Video of Boris Johnson promising we won't still be talking about Brexit in 2020 goes viral

Britain's Prime Minister Boris Johnson speaks to workers during a Conservative Party general election campaign visit to John Smedley Mill in Matlock, central England, on December 5, 2019. - Britain will go to the polls on December 12, 2019 to vote in a pre-Christmas general election. (Photo by HANNAH MCKAY / POOL / AFP) (Photo by HANNAH MCKAY/POOL/AFP via Getty Images)
Boris Johnson speaks to workers during the 2019 general election campaign visit to John Smedley Mill in Matlock. (Getty)

With the days running out for a deal with the EU to be struck, Brexit has started to dominate the headlines once again.

Boris Johnson and European Commission president Ursula von der Leyen met in Brussels and agreed that a decision on the future of the negotiations will be taken by the end of the weekend.

The issue has now become as high on the government’s agenda as the coronavirus pandemic – but a video of the PM dismissing claims that Brexit would still be constantly spoken about in 2020 has resurfaced.

In the video, which was filmed during the general election campaign in 2019, Bloomberg reporter Joe Mayes asks Johnson: “When a Brit voter turns to you in the middle of 2020 and says, ‘Mr Johnson, you said that Brexit would be done so why do I keep hearing about it on the TV, radio, reading about it in the newspapers and the negotiations with the EU…prime minister you said it would be done.’

“What would you say to that voter?”

Johnson, whose general election slogan was ‘Get Brexit Done’, replies: “I don't think that such a person will put that question in that way because I think actually what will happen is it will be done.”

The clip has now gone viral, with many mocking the prime minister for his comments:

Tweeters were quick to criticise Boris Johnson for his previous comments. (Twitter)
Tweeters were quick to criticise Boris Johnson for his previous comments. (Twitter)
Some tweeters suggested there was a reason for keeping Brexit in the headlines. (Twitter)
Some tweeters suggested there was a reason for keeping Brexit in the headlines. (Twitter)

With the prospect of a no-deal outcome, Brussels has stepped up its preparations and held out the prospect of emergency agreements aimed at keeping planes flying and lorries crossing to the Continent.

One of the contingency measures proposed by von der Leyen is for EU fishing boats to continue to enjoy access to UK waters during 2021, an area which has been one of the main sticking points in the trade negotiations.

Penny Mordaunt, a minister in the Cabinet Office, on Thursday said the UK would continue negotiating until the last.

Answering an urgent question in the Commons, she said: “We are going to do everything we can to secure a deal.

BRUSSELS, BELGIUM - DECEMBER 09: Prime Minister Boris Johnson and European Commission president Ursula von der Leyen meet for a dinner during they will try to reach a breakthrough on a post-Brexit trade deal on December 9, 2020 in Brussels, Belgium. The British prime minister's visit marked his most high-profile involvement in the talks over a post-Brexit trade deal, which has remained elusive despite months of EU and UK negotiating teams shuttling between London and Brussels. (Photo by Aaron Chown - WPA Pool/Getty Images)
Boris Johnson and European Commission president Ursula von der Leyen meet for a dinner to to try and reach a breakthrough on a post-Brexit trade deal. (Getty)

“We will carry on negotiating in talks until there is no hope of that happening, but at the moment there is hope of that happening, even though things do appear gloomy.”

Negotiations have faltered on fishing rights, the level playing field – measures aimed at preventing the UK undercutting the EU on standards and state subsidies – and the way that any deal would be governed.

Watch: What’s at stake if no deal is reached between UK and EU?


### [Your task]
Filter these entries, keeping only lines that hold the word "democracy".

[Items from a dataset]
=== Begin Enclosure ===
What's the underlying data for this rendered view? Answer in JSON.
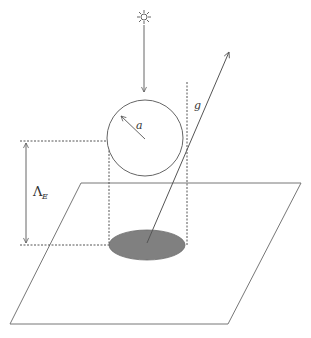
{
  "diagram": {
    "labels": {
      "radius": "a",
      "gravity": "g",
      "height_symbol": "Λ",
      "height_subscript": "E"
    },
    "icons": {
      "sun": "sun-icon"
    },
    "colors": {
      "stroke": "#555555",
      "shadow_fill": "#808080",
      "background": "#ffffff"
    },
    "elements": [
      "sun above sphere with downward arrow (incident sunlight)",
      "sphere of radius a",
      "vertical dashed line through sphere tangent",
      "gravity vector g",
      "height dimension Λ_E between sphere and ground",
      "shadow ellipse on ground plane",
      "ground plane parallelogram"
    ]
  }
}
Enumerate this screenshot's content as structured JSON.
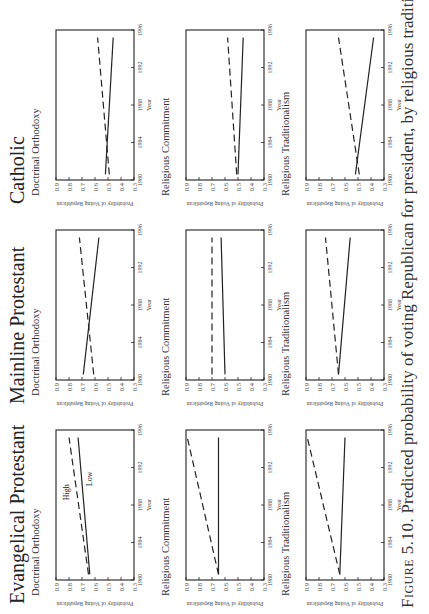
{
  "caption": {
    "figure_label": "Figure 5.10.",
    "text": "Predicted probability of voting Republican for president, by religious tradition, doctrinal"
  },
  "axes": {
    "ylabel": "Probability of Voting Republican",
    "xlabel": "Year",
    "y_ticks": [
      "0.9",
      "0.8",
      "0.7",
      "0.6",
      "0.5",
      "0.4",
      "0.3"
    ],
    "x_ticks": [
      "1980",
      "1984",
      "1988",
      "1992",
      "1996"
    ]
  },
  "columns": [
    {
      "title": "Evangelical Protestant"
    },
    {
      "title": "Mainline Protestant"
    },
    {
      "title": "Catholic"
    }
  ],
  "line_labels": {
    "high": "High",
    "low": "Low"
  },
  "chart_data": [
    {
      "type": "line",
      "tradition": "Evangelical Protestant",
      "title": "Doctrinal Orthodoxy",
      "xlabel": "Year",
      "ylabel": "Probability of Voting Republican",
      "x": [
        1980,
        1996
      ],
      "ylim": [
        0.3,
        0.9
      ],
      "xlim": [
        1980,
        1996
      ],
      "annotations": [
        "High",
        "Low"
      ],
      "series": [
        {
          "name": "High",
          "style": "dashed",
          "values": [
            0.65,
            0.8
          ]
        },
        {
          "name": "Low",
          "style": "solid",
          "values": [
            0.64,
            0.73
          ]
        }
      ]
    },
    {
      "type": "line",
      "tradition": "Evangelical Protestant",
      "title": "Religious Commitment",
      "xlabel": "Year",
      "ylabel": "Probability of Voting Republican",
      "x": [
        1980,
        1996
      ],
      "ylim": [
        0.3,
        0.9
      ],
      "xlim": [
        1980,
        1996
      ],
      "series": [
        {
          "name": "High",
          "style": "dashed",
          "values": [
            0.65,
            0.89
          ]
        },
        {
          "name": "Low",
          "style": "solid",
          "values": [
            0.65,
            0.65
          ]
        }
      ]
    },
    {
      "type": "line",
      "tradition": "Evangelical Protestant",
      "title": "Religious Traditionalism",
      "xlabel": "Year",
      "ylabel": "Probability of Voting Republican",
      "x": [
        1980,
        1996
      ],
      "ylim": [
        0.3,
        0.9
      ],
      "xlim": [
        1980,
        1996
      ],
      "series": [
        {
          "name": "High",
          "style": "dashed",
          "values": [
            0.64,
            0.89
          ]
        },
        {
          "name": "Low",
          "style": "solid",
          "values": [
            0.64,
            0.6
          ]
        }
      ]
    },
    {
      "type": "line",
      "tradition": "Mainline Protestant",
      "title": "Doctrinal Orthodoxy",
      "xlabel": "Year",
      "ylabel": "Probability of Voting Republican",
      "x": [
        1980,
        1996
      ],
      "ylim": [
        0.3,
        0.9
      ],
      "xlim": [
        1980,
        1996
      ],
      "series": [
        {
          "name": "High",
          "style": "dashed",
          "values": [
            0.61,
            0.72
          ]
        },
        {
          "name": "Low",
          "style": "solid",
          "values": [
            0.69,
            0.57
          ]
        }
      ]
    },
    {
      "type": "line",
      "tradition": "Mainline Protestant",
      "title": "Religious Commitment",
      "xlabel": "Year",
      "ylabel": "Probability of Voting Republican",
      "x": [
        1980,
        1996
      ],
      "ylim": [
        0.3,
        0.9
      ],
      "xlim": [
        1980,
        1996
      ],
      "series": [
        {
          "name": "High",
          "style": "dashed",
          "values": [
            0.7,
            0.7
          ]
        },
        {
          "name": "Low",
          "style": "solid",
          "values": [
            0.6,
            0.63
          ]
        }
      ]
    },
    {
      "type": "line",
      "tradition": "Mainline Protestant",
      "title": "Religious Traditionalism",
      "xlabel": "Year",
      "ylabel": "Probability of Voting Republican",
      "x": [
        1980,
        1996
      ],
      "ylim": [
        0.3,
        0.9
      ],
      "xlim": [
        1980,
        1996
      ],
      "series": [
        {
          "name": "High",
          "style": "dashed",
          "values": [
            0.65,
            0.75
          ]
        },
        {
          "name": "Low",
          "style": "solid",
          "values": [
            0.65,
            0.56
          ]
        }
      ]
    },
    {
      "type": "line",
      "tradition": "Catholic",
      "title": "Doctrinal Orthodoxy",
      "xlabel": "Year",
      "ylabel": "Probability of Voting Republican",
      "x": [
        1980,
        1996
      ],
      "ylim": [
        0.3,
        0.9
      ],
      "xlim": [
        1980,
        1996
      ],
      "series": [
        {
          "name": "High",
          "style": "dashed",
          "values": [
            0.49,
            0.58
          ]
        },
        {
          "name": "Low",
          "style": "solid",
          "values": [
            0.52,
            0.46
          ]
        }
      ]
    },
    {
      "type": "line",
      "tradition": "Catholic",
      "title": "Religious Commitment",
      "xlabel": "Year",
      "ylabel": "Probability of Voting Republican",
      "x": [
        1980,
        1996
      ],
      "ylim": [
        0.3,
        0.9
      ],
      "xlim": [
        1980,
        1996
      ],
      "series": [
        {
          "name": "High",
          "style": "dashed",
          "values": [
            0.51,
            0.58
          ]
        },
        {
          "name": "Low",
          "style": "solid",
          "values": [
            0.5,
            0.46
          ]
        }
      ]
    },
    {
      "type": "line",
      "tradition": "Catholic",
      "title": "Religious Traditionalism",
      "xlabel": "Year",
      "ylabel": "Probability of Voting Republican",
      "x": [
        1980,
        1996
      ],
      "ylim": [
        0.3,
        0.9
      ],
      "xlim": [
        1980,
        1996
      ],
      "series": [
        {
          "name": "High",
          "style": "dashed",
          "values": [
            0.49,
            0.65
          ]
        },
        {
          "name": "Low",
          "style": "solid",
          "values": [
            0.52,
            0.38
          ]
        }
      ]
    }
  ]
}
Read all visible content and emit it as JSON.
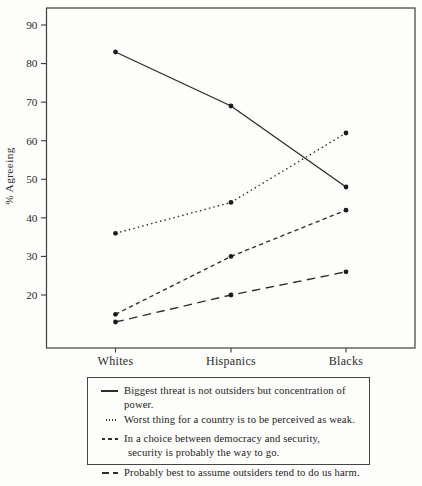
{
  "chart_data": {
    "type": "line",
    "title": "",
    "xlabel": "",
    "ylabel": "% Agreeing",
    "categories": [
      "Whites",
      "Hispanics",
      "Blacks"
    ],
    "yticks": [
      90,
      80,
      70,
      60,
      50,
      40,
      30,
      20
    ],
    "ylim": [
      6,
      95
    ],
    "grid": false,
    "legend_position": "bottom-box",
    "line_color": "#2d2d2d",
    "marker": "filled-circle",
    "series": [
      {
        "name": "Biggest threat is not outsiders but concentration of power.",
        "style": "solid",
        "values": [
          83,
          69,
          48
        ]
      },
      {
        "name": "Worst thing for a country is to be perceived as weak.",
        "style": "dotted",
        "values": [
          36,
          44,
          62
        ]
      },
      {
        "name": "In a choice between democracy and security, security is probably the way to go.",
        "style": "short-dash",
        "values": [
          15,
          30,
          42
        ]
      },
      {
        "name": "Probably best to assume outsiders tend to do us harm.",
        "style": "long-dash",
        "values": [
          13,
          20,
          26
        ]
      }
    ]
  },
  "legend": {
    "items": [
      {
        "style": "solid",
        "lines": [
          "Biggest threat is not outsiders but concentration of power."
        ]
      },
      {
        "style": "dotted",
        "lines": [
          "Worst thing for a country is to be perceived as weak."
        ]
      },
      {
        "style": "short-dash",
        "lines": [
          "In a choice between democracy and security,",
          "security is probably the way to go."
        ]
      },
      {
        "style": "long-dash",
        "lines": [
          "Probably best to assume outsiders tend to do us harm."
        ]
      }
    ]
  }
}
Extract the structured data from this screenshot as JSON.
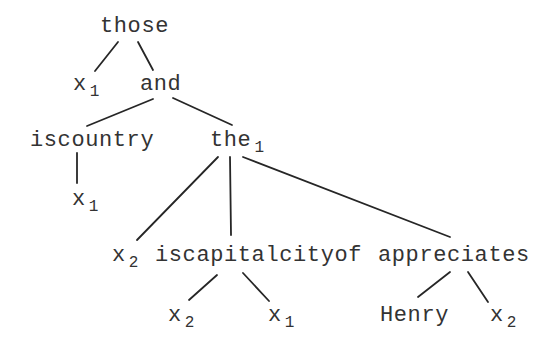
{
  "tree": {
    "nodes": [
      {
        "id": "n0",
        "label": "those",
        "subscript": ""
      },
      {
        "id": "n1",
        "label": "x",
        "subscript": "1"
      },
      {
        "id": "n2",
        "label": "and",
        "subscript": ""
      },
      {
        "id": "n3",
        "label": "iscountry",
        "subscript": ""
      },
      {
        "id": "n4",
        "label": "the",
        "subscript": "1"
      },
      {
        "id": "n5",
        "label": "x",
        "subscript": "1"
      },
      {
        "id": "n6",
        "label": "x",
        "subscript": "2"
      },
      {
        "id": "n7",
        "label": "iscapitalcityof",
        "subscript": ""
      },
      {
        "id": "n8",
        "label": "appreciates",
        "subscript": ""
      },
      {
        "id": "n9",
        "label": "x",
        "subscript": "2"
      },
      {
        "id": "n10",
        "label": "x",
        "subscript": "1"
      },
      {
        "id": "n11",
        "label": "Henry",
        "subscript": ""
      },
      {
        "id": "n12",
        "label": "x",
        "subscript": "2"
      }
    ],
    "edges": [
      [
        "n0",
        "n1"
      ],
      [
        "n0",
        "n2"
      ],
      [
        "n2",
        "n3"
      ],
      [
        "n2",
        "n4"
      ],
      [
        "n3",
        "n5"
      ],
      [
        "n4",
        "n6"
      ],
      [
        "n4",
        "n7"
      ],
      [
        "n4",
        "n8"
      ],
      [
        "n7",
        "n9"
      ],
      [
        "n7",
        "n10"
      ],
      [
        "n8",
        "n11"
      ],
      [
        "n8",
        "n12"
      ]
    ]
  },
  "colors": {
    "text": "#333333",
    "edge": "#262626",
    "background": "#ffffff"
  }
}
=== End Enclosure ===
### [Answer section]
        "name": "In a choice between democracy and security, security is probably the way to go.",
          "In a choice between democracy and security,",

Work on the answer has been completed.